The following parts of the Stein-de-Monzie villa: the facades and roofs of the former guardian ' s lodge, the old fence, the plot with its garden, the facades and roofs of the villa and its former service staircase, as delimited on the plan annexed to the decree (see AI 177): classification by order of 30 March 2017

Key figures

Le Corbusier (Charles-Edouard Jeanneret) - Architect Designer of the Stein villa.
Pierre Jeanneret - Collaborating architect Project co-author.
Michael Stein - Sponsor and owner American industrialist, art collector.
Sarah Stein - Sponsor and owner Wife of Michael Stein.
Gabrielle de Monzie - Sponsor and owner Stein friend, cohabitant.

Origin and history

The Stein villa, also known as the Monzie villa or "Les Terrasses", is an emblematic house located at 17 rue du Professeur-Victor-Pauchet in Vaucresson, Hauts-de-Seine. Built between 1927 and 1928 by Le Corbusier and Pierre Jeanneret, it embodies the purest period of the architect, marked by white facades and geometric lines. Sponsored by the couple Michael and Sarah Stein, as well as their friend Gabrielle de Monzie, this villa was designed to house two families, with common spaces except rooms. It is now considered the most expensive house designed by Le Corbusier between the two wars.
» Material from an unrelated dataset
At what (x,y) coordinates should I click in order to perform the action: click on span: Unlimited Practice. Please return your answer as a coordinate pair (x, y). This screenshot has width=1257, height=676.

The Stein villa is inspired by five points of modern architecture: stilts, roof terrace, free plan, blindfolded windows and free façade. It also includes classic elements, such as the Villa Foscari in Palladio, while integrating innovations such as staircase terraces and a panoramic platform evoking the ships. Inside, the walls, non-carrying, were designed to showcase Stein's modern art collection, with niches dedicated to paintings. The villa was listed as a historical monument in 1975, and then listed in 2017.
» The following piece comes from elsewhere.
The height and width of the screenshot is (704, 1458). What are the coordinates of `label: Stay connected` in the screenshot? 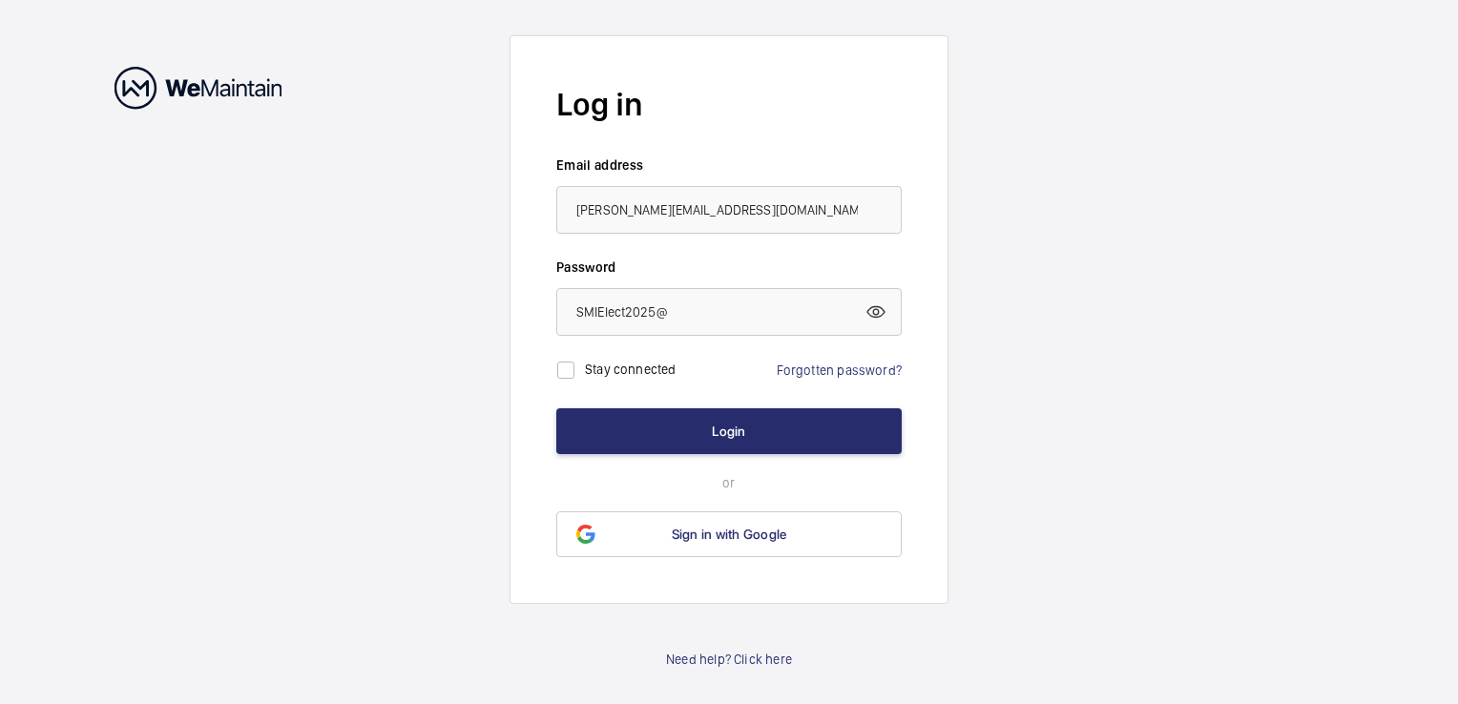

Turned into a building divided into five apartments in the late 1960s, the Stein villa was also used as a setting for Edward Molinaro's Oscar film, with Louis de Funès. Its architecture, mixing concrete and glass, and its stripped aesthetics make it a major testimony of modern movement. The villa is protected for its facades, roofs, service stairway, as well as its garden and former guardian's lodge, reflecting its heritage importance.

Le Corbusier designed this villa as a reinterpretation of the Pavilion of the New Spirit, presented at the exhibition of the Decorative Arts of 1925. It is part of the series of "white villas", alongside other achievements such as the Savoye villa in Poissy. Light is omnipresent, and vacuum, integrated as an architectural element, strengthens the harmony of spaces. The Stein villa thus illustrates the puristic ideal: simple and orderly forms, generating balance and legibility.